We first focused on a subset of 1,531 (out of ~58,000) core super-enhancers (~5 Mb) that were consistently identified and activated in >20 (out of 86) tissue/cell types (Denes Hnisz et al 2013) for exploratory analysis. we calculated the eRNA expression levels for all tandem 10 bp windows in the 5Mb core super-enhancer set for >10,000 TCGA samples across 32 cancer types. Data of all samples of the same cancer type were pooled together to obtain a deeply aggregated RNA-seq coverage. We noticed highly recurrent sharp eRNA expression peaks across the super-enhancer bodies, as illustrated by a ~670 bp region in Figure 2. In 28 of the 32 cancer types, we observed five sharp eRNA expression peaks with lengths of only a few dozen base-pairs near the 70th, 210th, 390th, 520th, and 640th nucleotide positions (4 cancer types are plotted in Figure 2 for demonstration).

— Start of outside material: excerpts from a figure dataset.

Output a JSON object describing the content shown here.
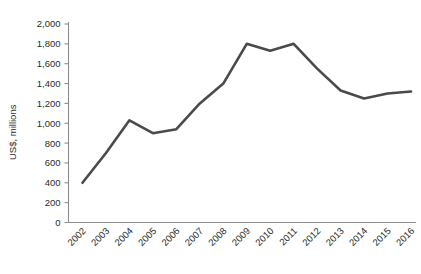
{
  "chart_data": {
    "type": "line",
    "title": "",
    "subtitle": "",
    "xlabel": "",
    "ylabel": "US$, millions",
    "categories": [
      "2002",
      "2003",
      "2004",
      "2005",
      "2006",
      "2007",
      "2008",
      "2009",
      "2010",
      "2011",
      "2012",
      "2013",
      "2014",
      "2015",
      "2016"
    ],
    "x": [
      2002,
      2003,
      2004,
      2005,
      2006,
      2007,
      2008,
      2009,
      2010,
      2011,
      2012,
      2013,
      2014,
      2015,
      2016
    ],
    "series": [
      {
        "name": "US$, millions",
        "color": "#4a4a4a",
        "values": [
          400,
          700,
          1030,
          900,
          940,
          1200,
          1400,
          1800,
          1730,
          1800,
          1550,
          1330,
          1250,
          1300,
          1320
        ]
      }
    ],
    "ylim": [
      0,
      2000
    ],
    "yticks": [
      0,
      200,
      400,
      600,
      800,
      1000,
      1200,
      1400,
      1600,
      1800,
      2000
    ],
    "ytick_labels": [
      "0",
      "200",
      "400",
      "600",
      "800",
      "1,000",
      "1,200",
      "1,400",
      "1,600",
      "1,800",
      "2,000"
    ],
    "grid": false,
    "legend": false,
    "legend_position": "none",
    "x_tick_rotation": 45,
    "annotations": []
  },
  "axes": {
    "y_axis_title": "US$, millions",
    "axis_color": "#8c8c8c",
    "label_color": "#2b2b2b"
  },
  "background": {
    "color": "#ffffff"
  }
}
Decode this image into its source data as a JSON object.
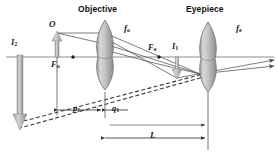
{
  "figure": {
    "kind": "optics-ray-diagram",
    "background": "#ffffff",
    "ink": "#2b2b2b",
    "lens_fill": "#b9b9b9",
    "arrow_fill": "#b5b5b5"
  },
  "labels": {
    "objective": "Objective",
    "eyepiece": "Eyepiece",
    "f_objective": "f",
    "f_objective_sub": "o",
    "f_eyepiece": "f",
    "f_eyepiece_sub": "e",
    "object": "O",
    "focal_point_objective": "F",
    "focal_point_objective_sub": "o",
    "focal_point_eyepiece": "F",
    "focal_point_eyepiece_sub": "e",
    "image_one": "I",
    "image_one_sub": "1",
    "image_two": "I",
    "image_two_sub": "2",
    "distance_p1": "p",
    "distance_p1_sub": "1",
    "distance_q1": "q",
    "distance_q1_sub": "1",
    "tube_length": "L"
  },
  "geometry": {
    "axis_y": 57,
    "objective_x": 105,
    "eyepiece_x": 208,
    "object_x": 57,
    "object_top_y": 33,
    "final_image_x": 20,
    "final_image_bottom_y": 128,
    "intermediate_image_x": 177,
    "intermediate_image_bottom_y": 78,
    "p1_span": [
      57,
      105
    ],
    "q1_span": [
      105,
      177
    ],
    "L_span": [
      105,
      208
    ]
  }
}
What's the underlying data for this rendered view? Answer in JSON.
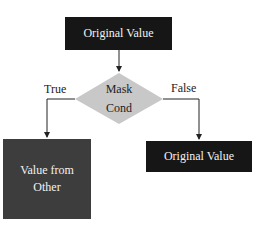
{
  "diagram": {
    "nodes": {
      "original_top": {
        "label": "Original Value",
        "shape": "rectangle",
        "fill": "#161616"
      },
      "condition": {
        "label_line1": "Mask",
        "label_line2": "Cond",
        "shape": "diamond",
        "fill": "#c8c8c8"
      },
      "true_result": {
        "label_line1": "Value from",
        "label_line2": "Other",
        "shape": "rectangle",
        "fill": "#3d3d3d"
      },
      "false_result": {
        "label": "Original Value",
        "shape": "rectangle",
        "fill": "#161616"
      }
    },
    "edges": {
      "true_label": "True",
      "false_label": "False"
    }
  }
}
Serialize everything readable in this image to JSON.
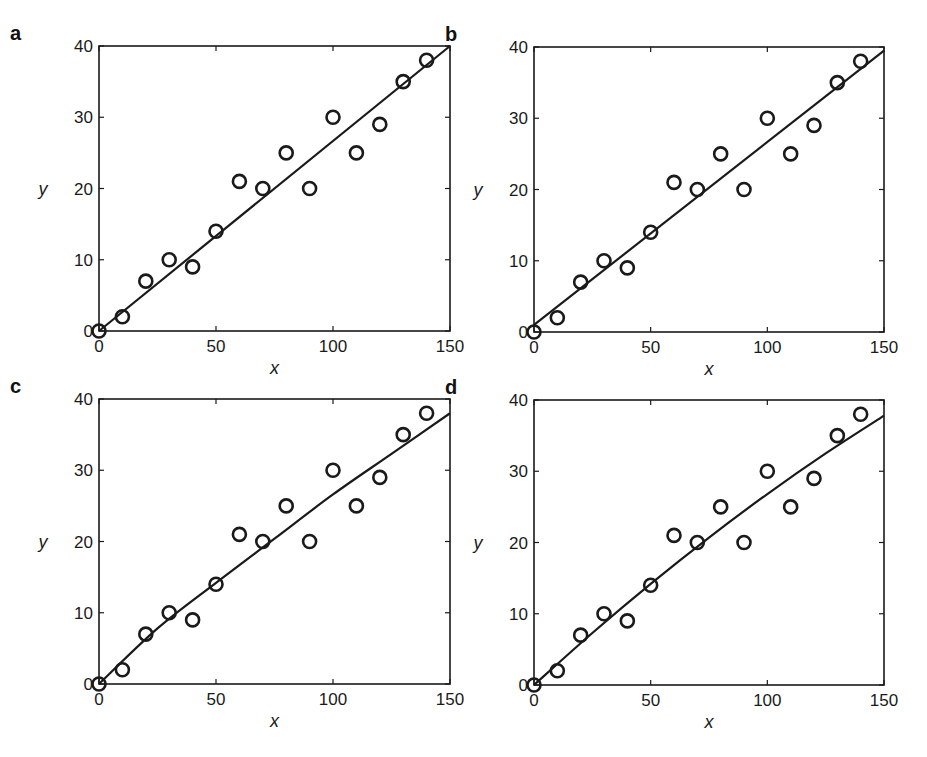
{
  "figure": {
    "background": "#ffffff",
    "ink_color": "#1a1a1a"
  },
  "chart_data": [
    {
      "panel": "a",
      "type": "scatter",
      "title": "",
      "xlabel": "x",
      "ylabel": "y",
      "xlim": [
        0,
        150
      ],
      "ylim": [
        0,
        40
      ],
      "xticks": [
        0,
        50,
        100,
        150
      ],
      "yticks": [
        0,
        10,
        20,
        30,
        40
      ],
      "grid": false,
      "legend": null,
      "points": {
        "x": [
          0,
          10,
          20,
          30,
          40,
          50,
          60,
          70,
          80,
          90,
          100,
          110,
          120,
          130,
          140
        ],
        "y": [
          0,
          2,
          7,
          10,
          9,
          14,
          21,
          20,
          25,
          20,
          30,
          25,
          29,
          35,
          38
        ]
      },
      "fit": {
        "kind": "linear through origin",
        "x": [
          0,
          150
        ],
        "y": [
          0,
          40
        ]
      }
    },
    {
      "panel": "b",
      "type": "scatter",
      "title": "",
      "xlabel": "x",
      "ylabel": "y",
      "xlim": [
        0,
        150
      ],
      "ylim": [
        0,
        40
      ],
      "xticks": [
        0,
        50,
        100,
        150
      ],
      "yticks": [
        0,
        10,
        20,
        30,
        40
      ],
      "grid": false,
      "legend": null,
      "points": {
        "x": [
          0,
          10,
          20,
          30,
          40,
          50,
          60,
          70,
          80,
          90,
          100,
          110,
          120,
          130,
          140
        ],
        "y": [
          0,
          2,
          7,
          10,
          9,
          14,
          21,
          20,
          25,
          20,
          30,
          25,
          29,
          35,
          38
        ]
      },
      "fit": {
        "kind": "linear with intercept",
        "x": [
          0,
          150
        ],
        "y": [
          1.0,
          39.5
        ]
      }
    },
    {
      "panel": "c",
      "type": "scatter",
      "title": "",
      "xlabel": "x",
      "ylabel": "y",
      "xlim": [
        0,
        150
      ],
      "ylim": [
        0,
        40
      ],
      "xticks": [
        0,
        50,
        100,
        150
      ],
      "yticks": [
        0,
        10,
        20,
        30,
        40
      ],
      "grid": false,
      "legend": null,
      "points": {
        "x": [
          0,
          10,
          20,
          30,
          40,
          50,
          60,
          70,
          80,
          90,
          100,
          110,
          120,
          130,
          140
        ],
        "y": [
          0,
          2,
          7,
          10,
          9,
          14,
          21,
          20,
          25,
          20,
          30,
          25,
          29,
          35,
          38
        ]
      },
      "fit": {
        "kind": "power law (slightly concave)",
        "x": [
          0,
          25,
          50,
          75,
          100,
          125,
          150
        ],
        "y": [
          0,
          7.8,
          14.2,
          20.4,
          26.6,
          32.3,
          38.0
        ]
      }
    },
    {
      "panel": "d",
      "type": "scatter",
      "title": "",
      "xlabel": "x",
      "ylabel": "y",
      "xlim": [
        0,
        150
      ],
      "ylim": [
        0,
        40
      ],
      "xticks": [
        0,
        50,
        100,
        150
      ],
      "yticks": [
        0,
        10,
        20,
        30,
        40
      ],
      "grid": false,
      "legend": null,
      "points": {
        "x": [
          0,
          10,
          20,
          30,
          40,
          50,
          60,
          70,
          80,
          90,
          100,
          110,
          120,
          130,
          140
        ],
        "y": [
          0,
          2,
          7,
          10,
          9,
          14,
          21,
          20,
          25,
          20,
          30,
          25,
          29,
          35,
          38
        ]
      },
      "fit": {
        "kind": "quadratic (slightly concave)",
        "x": [
          0,
          25,
          50,
          75,
          100,
          125,
          150
        ],
        "y": [
          0,
          7.3,
          14.2,
          20.7,
          26.8,
          32.5,
          37.8
        ]
      }
    }
  ],
  "panels": [
    {
      "label": "a",
      "xlabel": "x",
      "ylabel": "y",
      "box": {
        "left": 99,
        "top": 46,
        "right": 450,
        "bottom": 331
      }
    },
    {
      "label": "b",
      "xlabel": "x",
      "ylabel": "y",
      "box": {
        "left": 534,
        "top": 47,
        "right": 884,
        "bottom": 332
      }
    },
    {
      "label": "c",
      "xlabel": "x",
      "ylabel": "y",
      "box": {
        "left": 99,
        "top": 399,
        "right": 450,
        "bottom": 684
      }
    },
    {
      "label": "d",
      "xlabel": "x",
      "ylabel": "y",
      "box": {
        "left": 534,
        "top": 400,
        "right": 884,
        "bottom": 685
      }
    }
  ]
}
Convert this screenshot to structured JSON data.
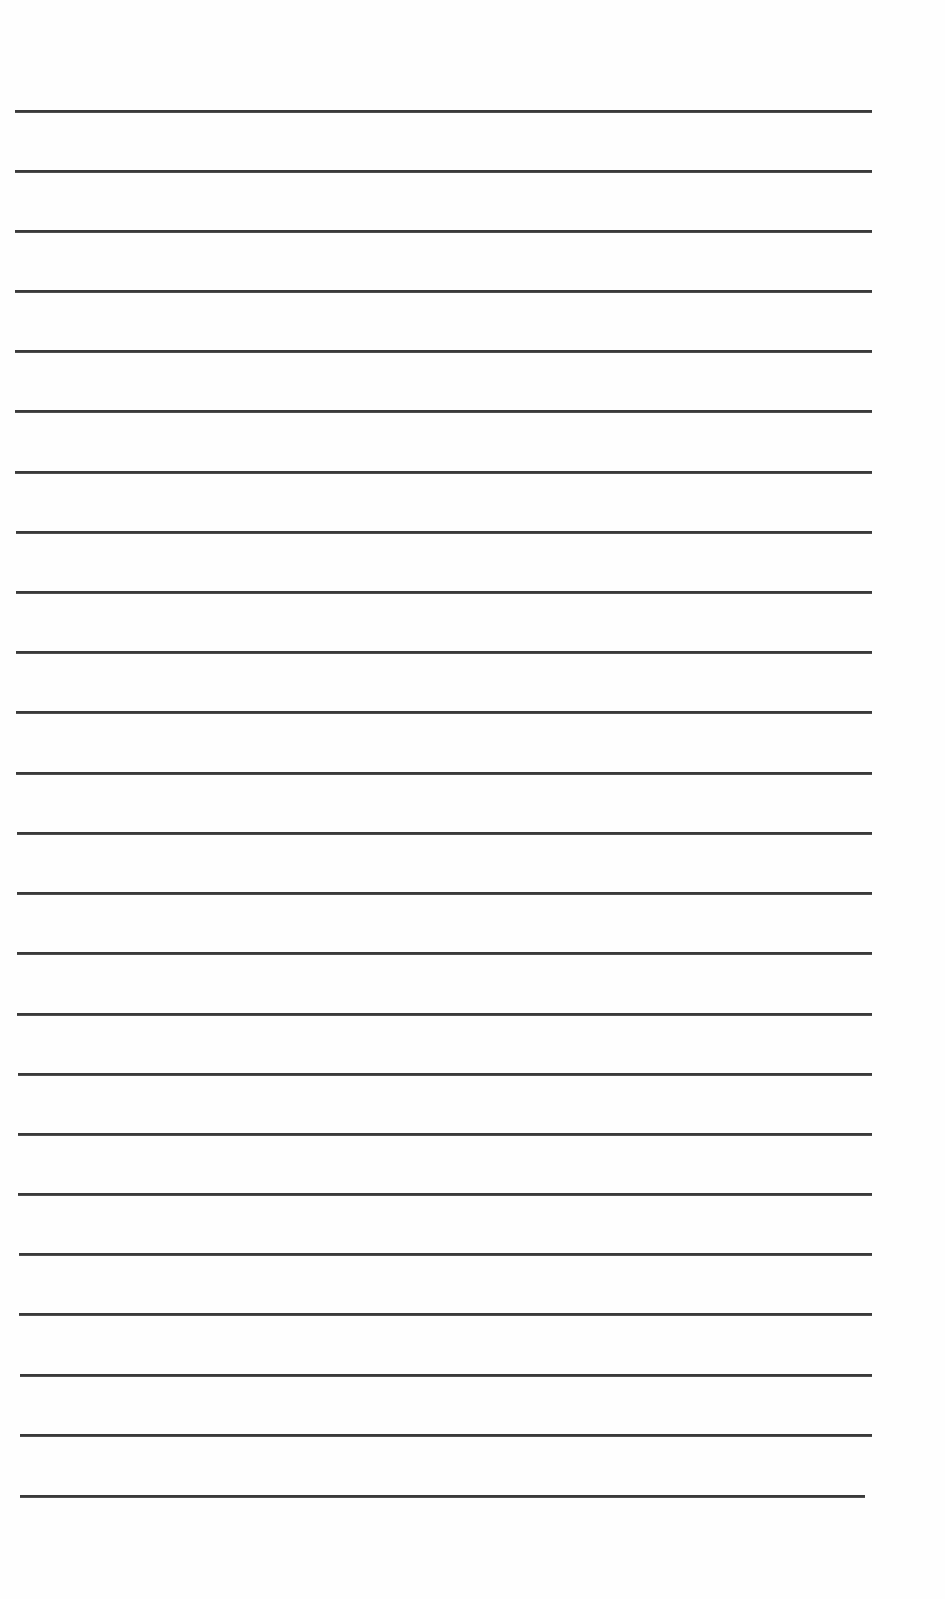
{
  "document": {
    "type": "lined-paper",
    "background_color": "#fefefe",
    "rule_color": "#3a3a3a",
    "rules": [
      {
        "y": 111,
        "x1": 15,
        "x2": 872
      },
      {
        "y": 171,
        "x1": 15,
        "x2": 872
      },
      {
        "y": 231,
        "x1": 15,
        "x2": 872
      },
      {
        "y": 291,
        "x1": 15,
        "x2": 872
      },
      {
        "y": 351,
        "x1": 15,
        "x2": 872
      },
      {
        "y": 411,
        "x1": 15,
        "x2": 872
      },
      {
        "y": 472,
        "x1": 15,
        "x2": 872
      },
      {
        "y": 532,
        "x1": 16,
        "x2": 872
      },
      {
        "y": 592,
        "x1": 16,
        "x2": 872
      },
      {
        "y": 652,
        "x1": 16,
        "x2": 872
      },
      {
        "y": 712,
        "x1": 16,
        "x2": 872
      },
      {
        "y": 773,
        "x1": 16,
        "x2": 872
      },
      {
        "y": 833,
        "x1": 17,
        "x2": 872
      },
      {
        "y": 893,
        "x1": 17,
        "x2": 872
      },
      {
        "y": 953,
        "x1": 17,
        "x2": 872
      },
      {
        "y": 1014,
        "x1": 17,
        "x2": 872
      },
      {
        "y": 1074,
        "x1": 18,
        "x2": 872
      },
      {
        "y": 1134,
        "x1": 18,
        "x2": 872
      },
      {
        "y": 1194,
        "x1": 18,
        "x2": 872
      },
      {
        "y": 1254,
        "x1": 19,
        "x2": 872
      },
      {
        "y": 1314,
        "x1": 19,
        "x2": 872
      },
      {
        "y": 1375,
        "x1": 20,
        "x2": 872
      },
      {
        "y": 1435,
        "x1": 20,
        "x2": 872
      },
      {
        "y": 1496,
        "x1": 20,
        "x2": 865
      }
    ]
  }
}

By systematically analyzing ~30k such eRNA peaks in the 1,531 core super-enhancers, we found that their genomic loci are usually occupied by well-positioned nucleosomes across a panel of ~29 MNase-seq profiles and across macro-evolution (Figure 3). These analysis indicates the epigenetic regulation mediated by nucleosome binding on the transcriptional initiation of eRNAs in super-enhancers, similar to that observed for gene transcription start sites (TSS).
In summary, we made two key observations on the eRNA loci in super-enhancers: (i) a super-enhancer usually contains multiple eRNA loci generating short eRNA species <100 bp; and (ii) these eRNA loci tend to coincide with well-positioned nucleosomes. We therefore generalized our analysis to the whole set of super-enhancers (~377 Mb), which would otherwise suffer greatly from the noise of global transcription background without precise enhancer locus annotation. We built a PCA model identifying ~300k eRNA loci meeting the critarium of (1) with short eRNA expression peak and (2) being occupied by well-positioned nucleosomes.
Since the initial systematic annotation of Super-enhancers (Hnisz et al., 2013), more and more H3K27ac profiles in diverse cell/tissue types have been aggregated. To further explore the regulatory genome, we collected a bundle of ~350 H3K27ac profiles from the cistrome (Liu et al., 2011) and SEdb (Jiang et al., 2019) database and annotated an additional ~320Mb putative super-enhancer regions using the ROSE software (Whyte et al., 2013). The PCA model derived in the initial analysis was applied on these putative super-enhancer regions for the discover of another dataset of ~200k eRNA loci. The annotation of these loci can be downloaded here and expression level (RPKM) can be downloaded here. More details about the TCeA analysis can be found in our recent publication.